District Court Halts New York Law Forcing Online Platforms To 'Respond' to 'Hateful' Speech
"Today's decision is a victory for the First Amendment that should be celebrated by everyone who hopes to see the internet continue as a place where even difficult and contentious issues can be debated and discussed freely," said one attorney.
A New York law requiring that social media companies publish official policies for reporting and responding to "hateful" conduct has been halted with a preliminary injunction after a New York district court sided with the plaintiffs in a lawsuit challenging the law on First Amendment grounds.
"New York tried to single out particular ideological viewpoints by requiring me and other platform operators to have policies for dealing with those viewpoints," plaintiff Eugene Volokh said in a Wednesday press release. "That's just as unconstitutional as the government targeting 'unpatriotic' speech or anti-police speech or whatever else."
In June, New York Gov. Kathy Hochul signed an amendment to existing business regulations, titled "Social Media Networks; Hateful Conduct Prohibited," into law. It was intended to reduce online "hateful conduct"—which it defines as "the use of a social media network to vilify, humiliate, or incite violence against a group or a class of persons on the basis of race, color, religion, ethnicity, national origin, disability, sex, sexual orientation, gender identity or gender expression."
The law requires that social media platforms, defined very broadly, create a system for users to report instances of "hateful conduct." Further, these platforms are required to develop and publish formal policies showing how they will "respond and address" the reports. Failing to comply with the law garners a $1,000 fine per day.
Last December, First Amendment nonprofit the Foundation for Individual Rights and Expression filed a lawsuit on behalf of Rumble and Locals, two online platforms affected by the law, as well as Eugene Volokh, UCLA law professor and author of the blog The Volokh Conspiracy (which is hosted by Reason). The suit argued that the law violated the First Amendment by compelling the speech of online platforms and engaging in viewpoint discrimination by signaling out "hateful" speech. The lawsuit also claimed that the law was overly broad and vague.
"New York cannot justify such a sweeping regulation of protected speech. The [law] violates the First Amendment because it burdens the publication of speech based on its viewpoint, unconstitutionally compels speech, and is overbroad," reads the lawsuit. "For at least the last several years, New York policymakers have tried to compel online services to chill, prohibit, or remove online speech disfavored by the state."
On Tuesday, a judge from the U.S. District Court of the southern district of New York agreed, granting a preliminary injunction blocking New York's law.
"The First Amendment protects from state regulation speech that may be deemed 'hateful' and generally disfavors regulation of speech based on its content unless it is narrowly tailored to serve a compelling governmental interest," wrote Judge Andrew L. Carter Jr. "The Hateful Conduct Law both compels social media networks to speak about the contours of hate speech and chills the constitutionally protected speech of social media users, without articulating a compelling governmental interest or ensuring that the law is narrowly tailored to that goal."
"We're glad that the court agreed with us that the statute is unconstitutional," Volokh told Reason. "What made it particularly clear cut is the statute was so overtly viewpoint-based. The statute said that social media platforms, which is broad enough to include us as a blog hosting comments, have an obligation to post a policy related to so-called hateful conduct…. All that's viewpoint-based. That's an attempt to use the coercive power of the law to pressure platforms or to get platforms to restrict user speech based on its viewpoint."
This legal victory sends a clear message to New York and any other state who wants to compel online platforms to regulate speech that the state government finds distasteful. Even if offensive, "hateful conduct" is protected by the First Amendment, and online platforms can't be forced to "respond and address" it.
"New York's vague and overbroad law sought to stifle robust debate on the internet," said FIRE attorney Daniel Ortner in the press release. "Today's decision is a victory for the First Amendment that should be celebrated by everyone who hopes to see the internet continue as a place where even difficult and contentious issues can be debated and discussed freely."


DIRECTIONS FOR THIS TASK:
Line by line, transcribe all of the entries exactly.

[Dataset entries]
---+---

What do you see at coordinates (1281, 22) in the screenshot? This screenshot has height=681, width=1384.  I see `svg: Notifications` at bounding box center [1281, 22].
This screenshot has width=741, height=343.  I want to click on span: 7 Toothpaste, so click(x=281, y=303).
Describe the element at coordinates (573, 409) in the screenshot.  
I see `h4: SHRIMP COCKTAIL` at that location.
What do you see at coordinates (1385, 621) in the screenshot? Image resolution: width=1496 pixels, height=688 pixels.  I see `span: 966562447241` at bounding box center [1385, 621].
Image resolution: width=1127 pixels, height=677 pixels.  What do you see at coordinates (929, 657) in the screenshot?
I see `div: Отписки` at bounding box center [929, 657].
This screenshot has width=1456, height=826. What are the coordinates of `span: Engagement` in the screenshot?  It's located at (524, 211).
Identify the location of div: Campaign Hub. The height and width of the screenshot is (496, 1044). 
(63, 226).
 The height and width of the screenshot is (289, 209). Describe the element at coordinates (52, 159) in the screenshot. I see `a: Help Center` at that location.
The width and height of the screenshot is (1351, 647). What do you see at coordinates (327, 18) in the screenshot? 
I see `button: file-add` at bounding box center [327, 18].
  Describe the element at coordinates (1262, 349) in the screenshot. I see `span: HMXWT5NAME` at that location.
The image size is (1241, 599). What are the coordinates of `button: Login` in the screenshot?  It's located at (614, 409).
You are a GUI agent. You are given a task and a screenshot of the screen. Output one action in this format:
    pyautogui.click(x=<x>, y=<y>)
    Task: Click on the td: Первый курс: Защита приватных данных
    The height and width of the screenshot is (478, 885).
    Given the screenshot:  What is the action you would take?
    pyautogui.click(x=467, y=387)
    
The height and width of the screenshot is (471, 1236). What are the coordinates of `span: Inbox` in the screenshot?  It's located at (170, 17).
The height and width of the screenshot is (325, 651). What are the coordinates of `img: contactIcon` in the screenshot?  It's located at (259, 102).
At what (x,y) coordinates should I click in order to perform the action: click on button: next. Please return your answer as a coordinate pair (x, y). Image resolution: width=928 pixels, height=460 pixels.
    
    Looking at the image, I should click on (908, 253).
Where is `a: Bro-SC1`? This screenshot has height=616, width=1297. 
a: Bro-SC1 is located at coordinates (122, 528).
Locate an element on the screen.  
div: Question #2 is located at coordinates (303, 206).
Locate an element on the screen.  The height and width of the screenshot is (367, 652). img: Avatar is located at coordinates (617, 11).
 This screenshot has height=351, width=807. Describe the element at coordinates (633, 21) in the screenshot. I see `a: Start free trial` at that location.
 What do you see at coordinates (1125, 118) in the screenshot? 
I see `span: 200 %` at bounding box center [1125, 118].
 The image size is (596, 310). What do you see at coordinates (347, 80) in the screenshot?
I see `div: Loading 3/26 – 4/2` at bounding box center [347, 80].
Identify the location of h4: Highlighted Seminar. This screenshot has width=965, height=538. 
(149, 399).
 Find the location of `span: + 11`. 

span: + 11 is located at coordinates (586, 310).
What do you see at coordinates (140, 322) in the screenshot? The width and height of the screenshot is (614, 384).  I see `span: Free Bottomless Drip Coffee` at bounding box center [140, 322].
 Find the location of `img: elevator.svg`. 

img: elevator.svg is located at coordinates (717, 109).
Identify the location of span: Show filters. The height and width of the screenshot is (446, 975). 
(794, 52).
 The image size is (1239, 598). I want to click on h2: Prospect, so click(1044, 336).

---+---

ANSWER BELOW:
What do you see at coordinates (1281, 22) in the screenshot? This screenshot has height=681, width=1384.  I see `svg: Notifications` at bounding box center [1281, 22].
This screenshot has width=741, height=343.  I want to click on span: 7 Toothpaste, so click(x=281, y=303).
Describe the element at coordinates (573, 409) in the screenshot.  
I see `h4: SHRIMP COCKTAIL` at that location.
What do you see at coordinates (1385, 621) in the screenshot? Image resolution: width=1496 pixels, height=688 pixels.  I see `span: 966562447241` at bounding box center [1385, 621].
Image resolution: width=1127 pixels, height=677 pixels.  What do you see at coordinates (929, 657) in the screenshot?
I see `div: Отписки` at bounding box center [929, 657].
This screenshot has width=1456, height=826. What are the coordinates of `span: Engagement` in the screenshot?  It's located at (524, 211).
Identify the location of div: Campaign Hub. The height and width of the screenshot is (496, 1044). 
(63, 226).
 The height and width of the screenshot is (289, 209). Describe the element at coordinates (52, 159) in the screenshot. I see `a: Help Center` at that location.
The width and height of the screenshot is (1351, 647). What do you see at coordinates (327, 18) in the screenshot? 
I see `button: file-add` at bounding box center [327, 18].
  Describe the element at coordinates (1262, 349) in the screenshot. I see `span: HMXWT5NAME` at that location.
The image size is (1241, 599). What are the coordinates of `button: Login` in the screenshot?  It's located at (614, 409).
You are a GUI agent. You are given a task and a screenshot of the screen. Output one action in this format:
    pyautogui.click(x=<x>, y=<y>)
    Task: Click on the td: Первый курс: Защита приватных данных
    The height and width of the screenshot is (478, 885).
    Given the screenshot:  What is the action you would take?
    pyautogui.click(x=467, y=387)
    
The height and width of the screenshot is (471, 1236). What are the coordinates of `span: Inbox` in the screenshot?  It's located at (170, 17).
The height and width of the screenshot is (325, 651). What are the coordinates of `img: contactIcon` in the screenshot?  It's located at (259, 102).
At what (x,y) coordinates should I click in order to perform the action: click on button: next. Please return your answer as a coordinate pair (x, y). Image resolution: width=928 pixels, height=460 pixels.
    
    Looking at the image, I should click on (908, 253).
Where is `a: Bro-SC1`? This screenshot has height=616, width=1297. 
a: Bro-SC1 is located at coordinates (122, 528).
Locate an element on the screen.  
div: Question #2 is located at coordinates (303, 206).
Locate an element on the screen.  The height and width of the screenshot is (367, 652). img: Avatar is located at coordinates (617, 11).
 This screenshot has height=351, width=807. Describe the element at coordinates (633, 21) in the screenshot. I see `a: Start free trial` at that location.
 What do you see at coordinates (1125, 118) in the screenshot? 
I see `span: 200 %` at bounding box center [1125, 118].
 The image size is (596, 310). What do you see at coordinates (347, 80) in the screenshot?
I see `div: Loading 3/26 – 4/2` at bounding box center [347, 80].
Identify the location of h4: Highlighted Seminar. This screenshot has width=965, height=538. 
(149, 399).
 Find the location of `span: + 11`. 

span: + 11 is located at coordinates (586, 310).
What do you see at coordinates (140, 322) in the screenshot? The width and height of the screenshot is (614, 384).  I see `span: Free Bottomless Drip Coffee` at bounding box center [140, 322].
 Find the location of `img: elevator.svg`. 

img: elevator.svg is located at coordinates (717, 109).
Identify the location of span: Show filters. The height and width of the screenshot is (446, 975). 
(794, 52).
 The image size is (1239, 598). I want to click on h2: Prospect, so click(1044, 336).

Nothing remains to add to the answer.